Most such skirmishes are on hold as everyone waits for the
Supreme Court. In the meantime, the Boy Scouts try to remain an
organization where no one talks about homosexuality in an age
when everyone talks about it.
--With reporting by Leslie Everton Brice/Atlanta, Wendy
Cole/Chicago and William Dowell/Camp Yawgoog
[SIDEBAR]
A STRAIGHT ALLY FOR GAYS
The Scouts' Worst P.R. Problem
In some ways Steven Cozza is a typical 15-year-old. He fidgets,
likes to wrestle and play soccer, and nearly dies when Mom brags
that he was voted freshman "King of Hearts." But Cozza is
unusual in the way he left the Boy Scouts. Often, guys his
age--especially those who play four sports and tip their hair
blond--quit because they think scouting is for dorks. Cozza left
because, he says, "I was shocked that the Boy Scouts, which are
supposed to embrace the best in our country, are embracing the
worst: bigotry."
Cozza, who has been around his family's gay friends as long as
he can remember, was so upset that the Scouts exclude gays that
he helped found an organization meant to pressure the Scouts to
change. The group, Scouting for All, also tried to start its own
troop, open to everyone (even girls). National scouting
headquarters said no. But because of Cozza's credentials--he
became an eagle scout at 14--and because Scouting for All has
become popular on the Web, he's one of the Scouts' nastiest p.r.
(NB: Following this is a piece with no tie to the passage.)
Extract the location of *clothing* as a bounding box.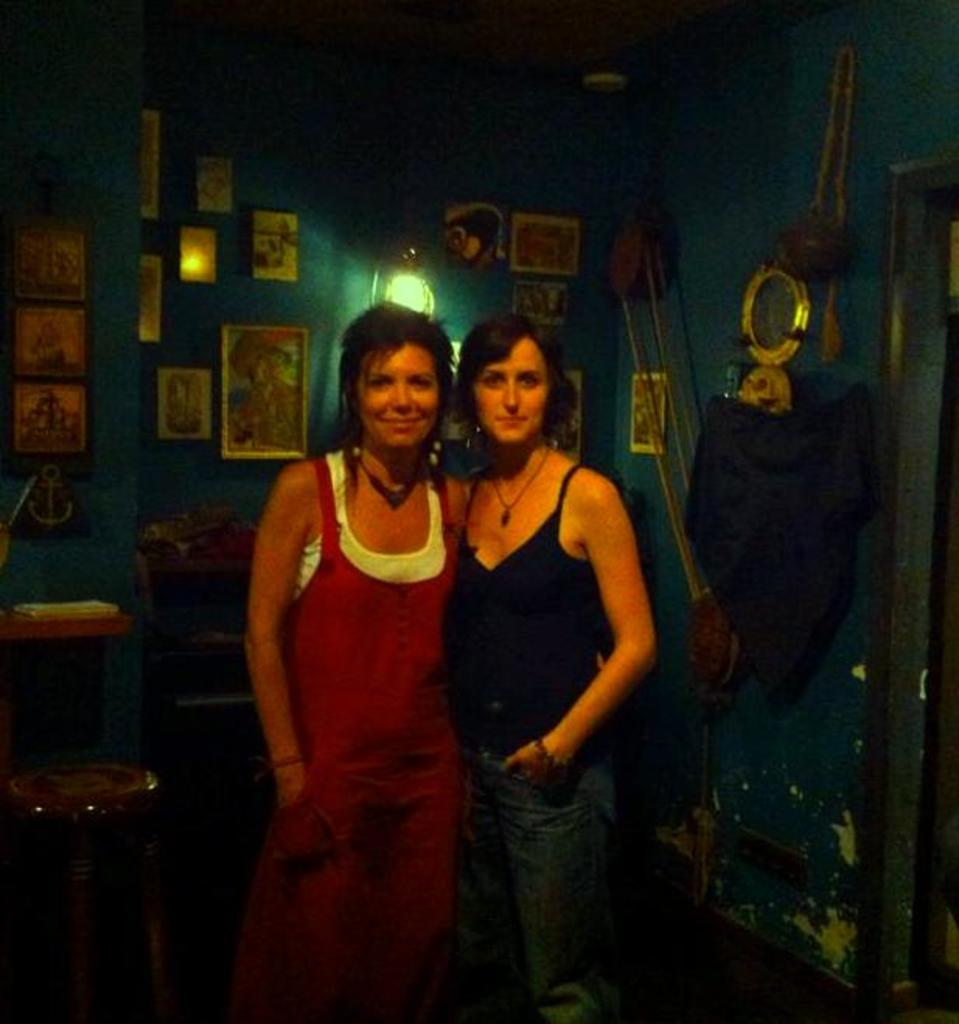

problems. He has appeared in newspapers around his hometown of
Petaluma, Calif., and has met with his Congresswoman, Democrat
Lynn Woolsey, to protest the Scouts. On April 30, Cozza is even
scheduled to speak at the gay march on Washington--a straight
kid who will be cheered by a sea of gay protesters.
Privately, some scouting officials allege that Cozza is the
puppet of his social-worker father and a family friend who was
kicked out of the Scouts. In fact, Scott Cozza, 46, endlessly
publicizes Scouting for All. (As his wife Jeanette notes, "Scott
always did the boycott-grapes, Cesar Chavez thing.") And the
Scouts ejected friend Dave Rice, 70, a scout leader for 50
years. Officials said he was preaching his pro-gay politics to
kids, which Rice denies.
But Steven Cozza speaks for himself just fine. When he's called
a "fag" because of his views, he says, he rolls his eyes. He
adds, "Scouting is a good organization. But this part has to
change."
THE SCOUT OATH
"On my honor I will do my best
To do my duty to God and my Country and to obey the Scout Law;
To help other people at all times;
To keep myself physically strong, mentally awake, and morally
straight"
John Cloud/New York With reporting
by Leslie Everton Brice/Atlanta, Wendy Cole/Chicago and William Dowell/Camp
Y, Law: Can A Scout Be Gay? The Boy Scouts' battle to stay straight goes
to the Supreme Court. , Time, 05-01-2000, pp 34+.